Add a smoke testing tool to support testing the date/time parser
module directly and independent of the rest of notmuch.
Credits to Michal Sojka <sojkam1@fel.cvut.cz> for the stdin parsing
idea and consequent massive improvement in testability.
On FreeBSD, and probably anywhere else someone installed xapian to
some other prefix, we need to use XAPIAN_LDFLAGS to make the linker can
actually find libxapian.
These extra directories cause problems for building on Debian
twice in a row.
In order to remove directories, we need to us "rm -rf" instead of
"rm -f". So now we should be extra careful what we add to the
variable CLEAN.
binutils-2.22 changes the behaviour of ld by defaulting to
--no-copy-dt-needed-entries, which means that required objects/libs are not
"indirectly" linked through intermediate objects/libs anymore. As a consequence,
when using binutils-2.22, building symbol-test fails with the following error:
/usr/bin/ld: test/symbol-test.o: undefined reference to symbol
'std::basic_string<char, std::char_traits<char>, std::allocator<char>
>::~basic_string()@@GLIBCXX_3.4'
/usr/bin/ld: note: 'std::basic_string<char, std::char_traits<char>,
std::allocator<char> >::~basic_string()@@GLIBCXX_3.4' is defined in DSO
/usr/lib/libstdc++.so.6 so try adding it to the linker command line
/usr/lib/libstdc++.so.6: could not read symbols: Invalid operation
An easy fix is to link using CXX instead of CC.
If symbol-test is built in symbol-hiding with hardcoded g++ invokation,
it's not so easy to pass $(srcdir) which is required to find notmuch.h
when srcdir and builddir are separate directories.
The compilation of the smtp-dummy program would fail if a build was
attempted on a system without getline. Fix this by simply including
the existing notmuch_compat_srcs variable when constructing the list
of source files for compiling smtp-dummy.
Rather than *reall* sending mail here, we instead have a new test
program, smtp-dummy which implements (a small piece of) the
server-side SMTP protocol and saves a mail message to the filename
provided. This gives us reasonable test coverage of a large chunk of
the notmuch+emacs code base (down to talking to an SMTP server with
the final mail contents).
This file was obviously describing the git test suite previously, and
would have been very hard to understand in the context of the notmuch
test suite. HOpefully it's easier to follow now.
This avoids "make test" emitting messages from three (3!) recursive
invocations of make. We change the invocations of the tests themselves
to occur directly from the shell script rather than having the shell
script invoke make again and using wildcards in the Makefile.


:: PROBLEM TO WORK ON ::
From the records below, copy every line that contains the word "left".

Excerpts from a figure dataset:
..........

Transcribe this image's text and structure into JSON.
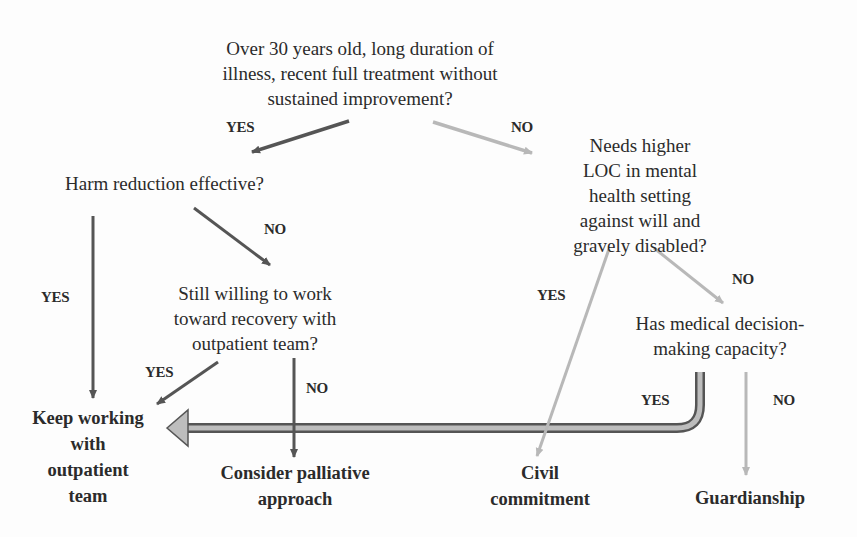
{
  "diagram": {
    "type": "decision-flowchart",
    "colors": {
      "dark_arrow": "#555555",
      "light_arrow": "#b8b8b8",
      "wide_arrow_fill": "#bdbdbd",
      "wide_arrow_border": "#555555",
      "text": "#2b2b2b"
    },
    "nodes": {
      "root": "Over 30 years old, long duration of\nillness, recent full treatment without\nsustained improvement?",
      "harm_reduction": "Harm reduction effective?",
      "still_willing": "Still willing to work\ntoward recovery with\noutpatient team?",
      "needs_higher_loc": "Needs higher\nLOC in mental\nhealth setting\nagainst will and\ngravely disabled?",
      "has_capacity": "Has medical decision-\nmaking capacity?",
      "keep_working": "Keep working\nwith\noutpatient\nteam",
      "palliative": "Consider palliative\napproach",
      "civil_commitment": "Civil\ncommitment",
      "guardianship": "Guardianship"
    },
    "edge_labels": {
      "root_yes": "YES",
      "root_no": "NO",
      "harm_yes": "YES",
      "harm_no": "NO",
      "willing_yes": "YES",
      "willing_no": "NO",
      "loc_yes": "YES",
      "loc_no": "NO",
      "capacity_yes": "YES",
      "capacity_no": "NO"
    },
    "edges": [
      {
        "from": "root",
        "to": "harm_reduction",
        "label": "YES"
      },
      {
        "from": "root",
        "to": "needs_higher_loc",
        "label": "NO"
      },
      {
        "from": "harm_reduction",
        "to": "keep_working",
        "label": "YES"
      },
      {
        "from": "harm_reduction",
        "to": "still_willing",
        "label": "NO"
      },
      {
        "from": "still_willing",
        "to": "keep_working",
        "label": "YES"
      },
      {
        "from": "still_willing",
        "to": "palliative",
        "label": "NO"
      },
      {
        "from": "needs_higher_loc",
        "to": "civil_commitment",
        "label": "YES"
      },
      {
        "from": "needs_higher_loc",
        "to": "has_capacity",
        "label": "NO"
      },
      {
        "from": "has_capacity",
        "to": "keep_working",
        "label": "YES"
      },
      {
        "from": "has_capacity",
        "to": "guardianship",
        "label": "NO"
      }
    ]
  }
}
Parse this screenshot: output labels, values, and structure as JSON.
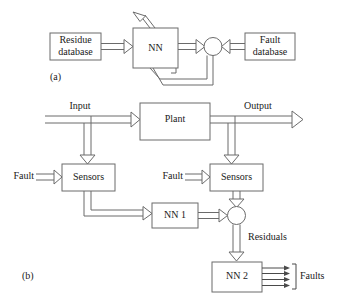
{
  "figure": {
    "panel_a": {
      "label": "(a)",
      "boxes": [
        {
          "id": "residue-database",
          "lines": [
            "Residue",
            "database"
          ]
        },
        {
          "id": "nn",
          "lines": [
            "NN"
          ]
        },
        {
          "id": "fault-database",
          "lines": [
            "Fault",
            "database"
          ]
        }
      ],
      "junction": {
        "id": "summing-junction-a",
        "shape": "circle"
      }
    },
    "panel_b": {
      "label": "(b)",
      "boxes": [
        {
          "id": "plant",
          "lines": [
            "Plant"
          ]
        },
        {
          "id": "sensors-left",
          "lines": [
            "Sensors"
          ]
        },
        {
          "id": "sensors-right",
          "lines": [
            "Sensors"
          ]
        },
        {
          "id": "nn-1",
          "lines": [
            "NN 1"
          ]
        },
        {
          "id": "nn-2",
          "lines": [
            "NN 2"
          ]
        }
      ],
      "signal_labels": [
        {
          "id": "input",
          "text": "Input"
        },
        {
          "id": "output",
          "text": "Output"
        },
        {
          "id": "fault-left",
          "text": "Fault"
        },
        {
          "id": "fault-right",
          "text": "Fault"
        },
        {
          "id": "residuals",
          "text": "Residuals"
        },
        {
          "id": "faults-out",
          "text": "Faults"
        }
      ],
      "junction": {
        "id": "summing-junction-b",
        "shape": "circle"
      },
      "faults_arrow_count": 4
    }
  },
  "colors": {
    "stroke": "#6b6b6b",
    "text": "#1a1a1a",
    "background": "#ffffff"
  }
}
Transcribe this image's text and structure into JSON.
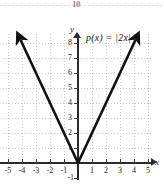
{
  "figure": {
    "kind": "math-graph",
    "function_label": "p(x) = |2x|",
    "axis_label_x": "x",
    "axis_label_y": "y",
    "top_artifact": "10"
  },
  "axes": {
    "x_ticks": [
      "-5",
      "-4",
      "-3",
      "-2",
      "-1",
      "1",
      "2",
      "3",
      "4",
      "5"
    ],
    "y_ticks": [
      "8",
      "7",
      "6",
      "5",
      "4",
      "3",
      "2",
      "1",
      "-1"
    ]
  },
  "chart_data": {
    "type": "line",
    "title": "p(x) = |2x|",
    "xlabel": "x",
    "ylabel": "y",
    "xlim": [
      -5.2,
      5.4
    ],
    "ylim": [
      -1.4,
      8.8
    ],
    "grid": true,
    "legend": "none",
    "x_ticks": [
      -5,
      -4,
      -3,
      -2,
      -1,
      1,
      2,
      3,
      4,
      5
    ],
    "y_ticks": [
      1,
      2,
      3,
      4,
      5,
      6,
      7,
      8,
      -1
    ],
    "annotations": [
      {
        "text": "p(x) = |2x|",
        "x": 1.2,
        "y": 8.4
      }
    ],
    "series": [
      {
        "name": "p(x) = |2x|",
        "expression": "p(x) = |2x|",
        "color": "#111111",
        "linewidth": 2.6,
        "arrow_start": true,
        "arrow_end": true,
        "x": [
          -4.1,
          0,
          4.1
        ],
        "values": [
          8.2,
          0,
          8.2
        ],
        "vertex": [
          0,
          0
        ]
      }
    ]
  }
}
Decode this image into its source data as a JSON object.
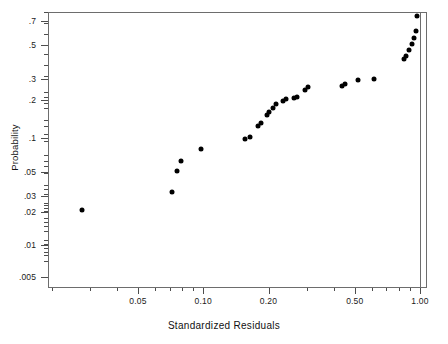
{
  "chart_data": {
    "type": "scatter",
    "title": "",
    "xlabel": "Standardized Residuals",
    "ylabel": "Probability",
    "xscale": "log",
    "yscale": "probability-log",
    "xlim": [
      0.004,
      1.08
    ],
    "ylim": [
      0.004,
      0.78
    ],
    "grid": false,
    "legend": null,
    "x_tick_labels": [
      "0.05",
      "0.10",
      "0.20",
      "0.50",
      "1.00"
    ],
    "x_tick_values": [
      0.05,
      0.1,
      0.2,
      0.5,
      1.0
    ],
    "y_tick_labels": [
      ".7",
      ".5",
      ".3",
      ".2",
      ".1",
      ".05",
      ".03",
      ".02",
      ".01",
      ".005"
    ],
    "y_tick_values": [
      0.7,
      0.5,
      0.3,
      0.2,
      0.1,
      0.05,
      0.03,
      0.02,
      0.01,
      0.005
    ],
    "points": [
      {
        "x": 0.0062,
        "y": 0.0079
      },
      {
        "x": 0.0275,
        "y": 0.0225
      },
      {
        "x": 0.0715,
        "y": 0.0375
      },
      {
        "x": 0.076,
        "y": 0.063
      },
      {
        "x": 0.0785,
        "y": 0.079
      },
      {
        "x": 0.098,
        "y": 0.103
      },
      {
        "x": 0.156,
        "y": 0.125
      },
      {
        "x": 0.164,
        "y": 0.132
      },
      {
        "x": 0.179,
        "y": 0.16
      },
      {
        "x": 0.185,
        "y": 0.17
      },
      {
        "x": 0.196,
        "y": 0.195
      },
      {
        "x": 0.202,
        "y": 0.205
      },
      {
        "x": 0.209,
        "y": 0.22
      },
      {
        "x": 0.217,
        "y": 0.235
      },
      {
        "x": 0.234,
        "y": 0.245
      },
      {
        "x": 0.242,
        "y": 0.252
      },
      {
        "x": 0.262,
        "y": 0.256
      },
      {
        "x": 0.27,
        "y": 0.262
      },
      {
        "x": 0.295,
        "y": 0.29
      },
      {
        "x": 0.305,
        "y": 0.3
      },
      {
        "x": 0.435,
        "y": 0.305
      },
      {
        "x": 0.45,
        "y": 0.315
      },
      {
        "x": 0.515,
        "y": 0.33
      },
      {
        "x": 0.61,
        "y": 0.335
      },
      {
        "x": 0.84,
        "y": 0.43
      },
      {
        "x": 0.86,
        "y": 0.44
      },
      {
        "x": 0.89,
        "y": 0.47
      },
      {
        "x": 0.92,
        "y": 0.5
      },
      {
        "x": 0.94,
        "y": 0.53
      },
      {
        "x": 0.955,
        "y": 0.56
      },
      {
        "x": 0.97,
        "y": 0.63
      }
    ]
  },
  "axes": {
    "y_title": "Probability",
    "x_title": "Standardized Residuals"
  },
  "colors": {
    "marker": "#000000",
    "frame": "#6d6d6d",
    "text": "#1a1a1a",
    "background": "#ffffff"
  }
}
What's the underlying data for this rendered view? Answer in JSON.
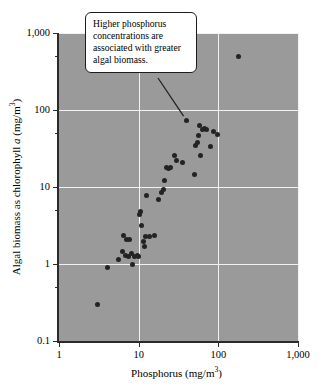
{
  "chart_data": {
    "type": "scatter",
    "title": "",
    "xlabel": "Phosphorus (mg/m3)",
    "ylabel": "Algal biomass as chlorophyll a (mg/m3)",
    "xscale": "log",
    "yscale": "log",
    "xlim": [
      1,
      1000
    ],
    "ylim": [
      0.1,
      1000
    ],
    "grid": true,
    "legend": null,
    "x_ticks": [
      {
        "value": 1,
        "label": "1"
      },
      {
        "value": 10,
        "label": "10"
      },
      {
        "value": 100,
        "label": "100"
      },
      {
        "value": 1000,
        "label": "1,000"
      }
    ],
    "y_ticks": [
      {
        "value": 0.1,
        "label": "0.1"
      },
      {
        "value": 1,
        "label": "1"
      },
      {
        "value": 10,
        "label": "10"
      },
      {
        "value": 100,
        "label": "100"
      },
      {
        "value": 1000,
        "label": "1,000"
      }
    ],
    "marker": {
      "shape": "circle",
      "color": "#232323",
      "size_px": 5
    },
    "plot_background": "#9a9a9a",
    "gridline_color": "#f2f2f2",
    "axis_color": "#2b2b2b",
    "points": [
      [
        3.0,
        0.3
      ],
      [
        4.1,
        0.9
      ],
      [
        5.6,
        1.15
      ],
      [
        6.2,
        1.45
      ],
      [
        6.5,
        2.35
      ],
      [
        6.8,
        1.3
      ],
      [
        7.0,
        2.05
      ],
      [
        7.4,
        1.25
      ],
      [
        7.7,
        2.1
      ],
      [
        8.2,
        1.35
      ],
      [
        8.4,
        1.0
      ],
      [
        8.9,
        1.25
      ],
      [
        9.6,
        1.3
      ],
      [
        9.9,
        1.25
      ],
      [
        10.2,
        4.45
      ],
      [
        10.6,
        4.8
      ],
      [
        10.9,
        3.2
      ],
      [
        11.6,
        1.95
      ],
      [
        12.0,
        1.7
      ],
      [
        12.3,
        2.25
      ],
      [
        12.6,
        7.8
      ],
      [
        13.8,
        2.25
      ],
      [
        16.0,
        2.35
      ],
      [
        17.5,
        6.8
      ],
      [
        19.5,
        8.6
      ],
      [
        20.5,
        9.4
      ],
      [
        21.0,
        12.0
      ],
      [
        22.5,
        18.0
      ],
      [
        23.5,
        17.5
      ],
      [
        25.0,
        18.0
      ],
      [
        28.0,
        26.0
      ],
      [
        30.0,
        22.0
      ],
      [
        36.0,
        21.0
      ],
      [
        40.0,
        74.0
      ],
      [
        50.0,
        14.5
      ],
      [
        52.0,
        35.0
      ],
      [
        55.0,
        38.0
      ],
      [
        56.0,
        47.0
      ],
      [
        58.0,
        63.0
      ],
      [
        60.0,
        26.0
      ],
      [
        64.0,
        55.0
      ],
      [
        68.0,
        57.0
      ],
      [
        72.0,
        56.0
      ],
      [
        80.0,
        34.0
      ],
      [
        86.0,
        52.0
      ],
      [
        98.0,
        48.0
      ],
      [
        180.0,
        500.0
      ]
    ],
    "annotations": [
      {
        "text": "Higher phosphorus concentrations are associated with greater algal biomass.",
        "target_point": [
          40.0,
          74.0
        ],
        "style": "callout-box-with-leader-line"
      }
    ]
  },
  "axes": {
    "x_title_main": "Phosphorus (mg/m",
    "x_title_sup": "3",
    "x_title_tail": ")",
    "y_title_pre": "Algal biomass as chlorophyll ",
    "y_title_italic": "a",
    "y_title_mid": " (mg/m",
    "y_title_sup": "3",
    "y_title_tail": ")"
  },
  "callout": {
    "line1": "Higher phosphorus",
    "line2": "concentrations are",
    "line3": "associated with greater",
    "line4": "algal biomass."
  }
}
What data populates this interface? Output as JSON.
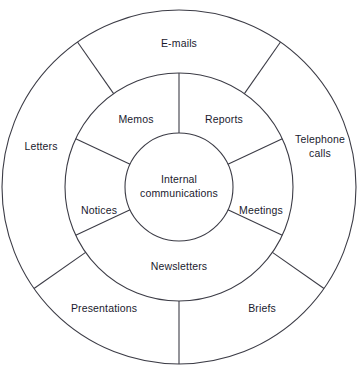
{
  "diagram": {
    "type": "concentric-ring-wheel",
    "center": {
      "line1": "Internal",
      "line2": "communications"
    },
    "inner_ring": {
      "segment_count": 6,
      "segments": [
        {
          "label": "Reports",
          "angle_deg": 57
        },
        {
          "label": "Meetings",
          "angle_deg": 352
        },
        {
          "label": "Newsletters",
          "angle_deg": 270
        },
        {
          "label": "Notices",
          "angle_deg": 189
        },
        {
          "label": "Memos",
          "angle_deg": 123
        }
      ],
      "divider_angles_deg": [
        90,
        25,
        155,
        205,
        335
      ]
    },
    "outer_ring": {
      "segment_count": 6,
      "segments": [
        {
          "label": "E-mails",
          "angle_deg": 90
        },
        {
          "label": "Telephone calls",
          "label_line1": "Telephone",
          "label_line2": "calls",
          "angle_deg": 22
        },
        {
          "label": "Briefs",
          "angle_deg": 310
        },
        {
          "label": "Presentations",
          "angle_deg": 232
        },
        {
          "label": "Letters",
          "angle_deg": 160
        }
      ],
      "divider_angles_deg": [
        55,
        125,
        215,
        270,
        325
      ]
    },
    "geometry": {
      "center_x": 179,
      "center_y": 187,
      "inner_radius": 54,
      "middle_radius": 114,
      "outer_radius": 177
    },
    "colors": {
      "stroke": "#3c3c46",
      "text": "#1a1a2e",
      "background": "#ffffff"
    }
  }
}
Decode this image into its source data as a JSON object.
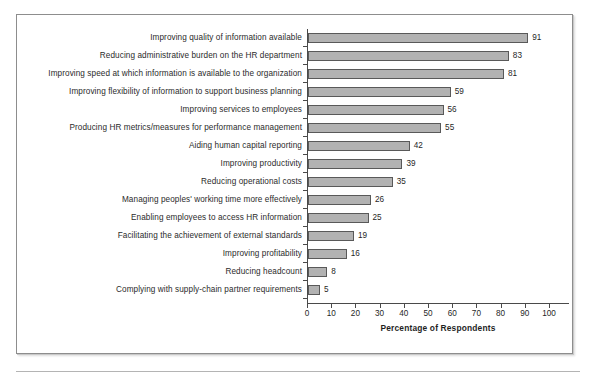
{
  "figure": {
    "frame_border_color": "#8d8d8d",
    "bar_fill_color": "#b2b2b2",
    "bar_border_color": "#595959",
    "axis_color": "#4a4a4a"
  },
  "chart_data": {
    "type": "bar",
    "orientation": "horizontal",
    "title": "",
    "xlabel": "Percentage of Respondents",
    "ylabel": "",
    "xlim": [
      0,
      100
    ],
    "xticks": [
      0,
      10,
      20,
      30,
      40,
      50,
      60,
      70,
      80,
      90,
      100
    ],
    "xtick_labels": [
      "0",
      "10",
      "20",
      "30",
      "40",
      "50",
      "60",
      "70",
      "80",
      "90",
      "100"
    ],
    "grid": false,
    "legend": null,
    "data_labels": true,
    "categories": [
      "Improving quality of information available",
      "Reducing administrative burden on the HR department",
      "Improving speed at which information is available to the organization",
      "Improving flexibility of information to support business planning",
      "Improving services to employees",
      "Producing HR metrics/measures for performance management",
      "Aiding human capital reporting",
      "Improving productivity",
      "Reducing operational costs",
      "Managing peoples' working time more effectively",
      "Enabling employees to access HR information",
      "Facilitating the achievement of external standards",
      "Improving profitability",
      "Reducing headcount",
      "Complying with supply-chain partner requirements"
    ],
    "values": [
      91,
      83,
      81,
      59,
      56,
      55,
      42,
      39,
      35,
      26,
      25,
      19,
      16,
      8,
      5
    ],
    "value_labels": [
      "91",
      "83",
      "81",
      "59",
      "56",
      "55",
      "42",
      "39",
      "35",
      "26",
      "25",
      "19",
      "16",
      "8",
      "5"
    ]
  }
}
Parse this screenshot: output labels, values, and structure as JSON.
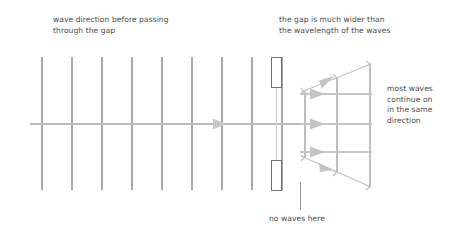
{
  "diagram": {
    "type": "physics-wavefront-diagram",
    "canvas": {
      "width": 454,
      "height": 237,
      "background": "#ffffff"
    },
    "colors": {
      "wavefront_line": "#a8a8a8",
      "axis_line": "#b4b4b4",
      "arrow_fill": "#c4c4c4",
      "barrier_stroke": "#6b6b6b",
      "barrier_fill": "#ffffff",
      "text": "#4a4a4a",
      "diffracted_line": "#bdbdbd"
    },
    "labels": {
      "wave_direction": "wave direction before passing\nthrough the gap",
      "gap_width": "the gap is much wider than\nthe wavelength of the waves",
      "most_waves": "most waves\ncontinue on\nin the same\ndirection",
      "no_waves": "no waves here"
    },
    "incoming_wavefronts": {
      "count": 9,
      "x_positions": [
        42,
        72,
        102,
        132,
        162,
        192,
        222,
        252,
        282
      ],
      "y_top": 57,
      "y_bottom": 190,
      "description": "parallel straight wavefronts travelling left to right"
    },
    "central_axis": {
      "y": 124,
      "x_start": 30,
      "x_end": 372,
      "arrow_x": 218,
      "description": "direction of wave travel"
    },
    "barrier": {
      "x": 271,
      "width": 11,
      "upper_block": {
        "y_top": 57,
        "y_bottom": 88
      },
      "lower_block": {
        "y_top": 160,
        "y_bottom": 191
      },
      "gap": {
        "y_top": 88,
        "y_bottom": 160,
        "x": 276
      },
      "description": "two barrier blocks separated by a wide gap"
    },
    "diffracted_wavefronts": {
      "x_positions": [
        305,
        337,
        370
      ],
      "y_top": 64,
      "y_bottom": 186,
      "description": "wavefronts after the gap, still mostly straight and parallel"
    },
    "diffracted_rays": {
      "y_positions": [
        94,
        124,
        152
      ],
      "x_start": 300,
      "x_end": 372,
      "arrow_x": 312,
      "description": "horizontal rays showing most waves continue straight on"
    },
    "spreading_rays": [
      {
        "name": "upper-spreading-ray",
        "from": [
          302,
          92
        ],
        "to": [
          370,
          64
        ],
        "arrow_x": 330,
        "description": "slight spreading of waves at the upper gap edge"
      },
      {
        "name": "lower-spreading-ray",
        "from": [
          302,
          156
        ],
        "to": [
          370,
          186
        ],
        "arrow_x": 330,
        "description": "slight spreading of waves at the lower gap edge"
      }
    ],
    "pointer_lines": [
      {
        "name": "no-waves-pointer",
        "x": 300,
        "y_top": 182,
        "y_bottom": 210,
        "description": "leader line from the no waves here label to the shadow region"
      }
    ]
  }
}
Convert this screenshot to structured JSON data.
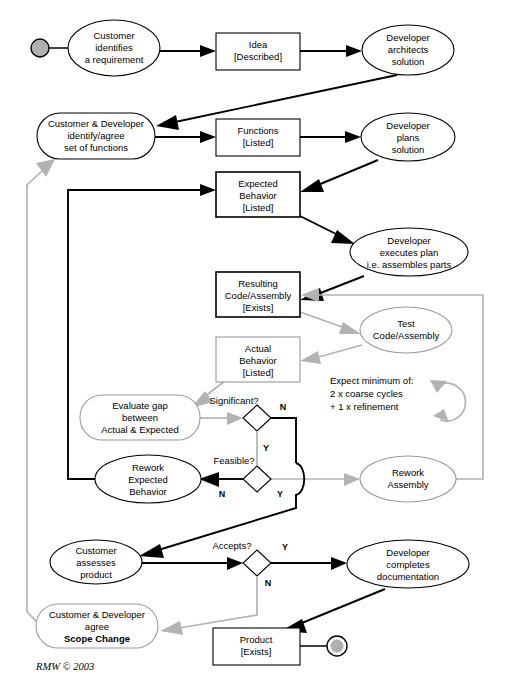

..........

:: RESPONSE AREA ::
          "id": "sensors-left",
          "id": "fault-left",
      "description": "parallel straight wavefronts travelling left to right"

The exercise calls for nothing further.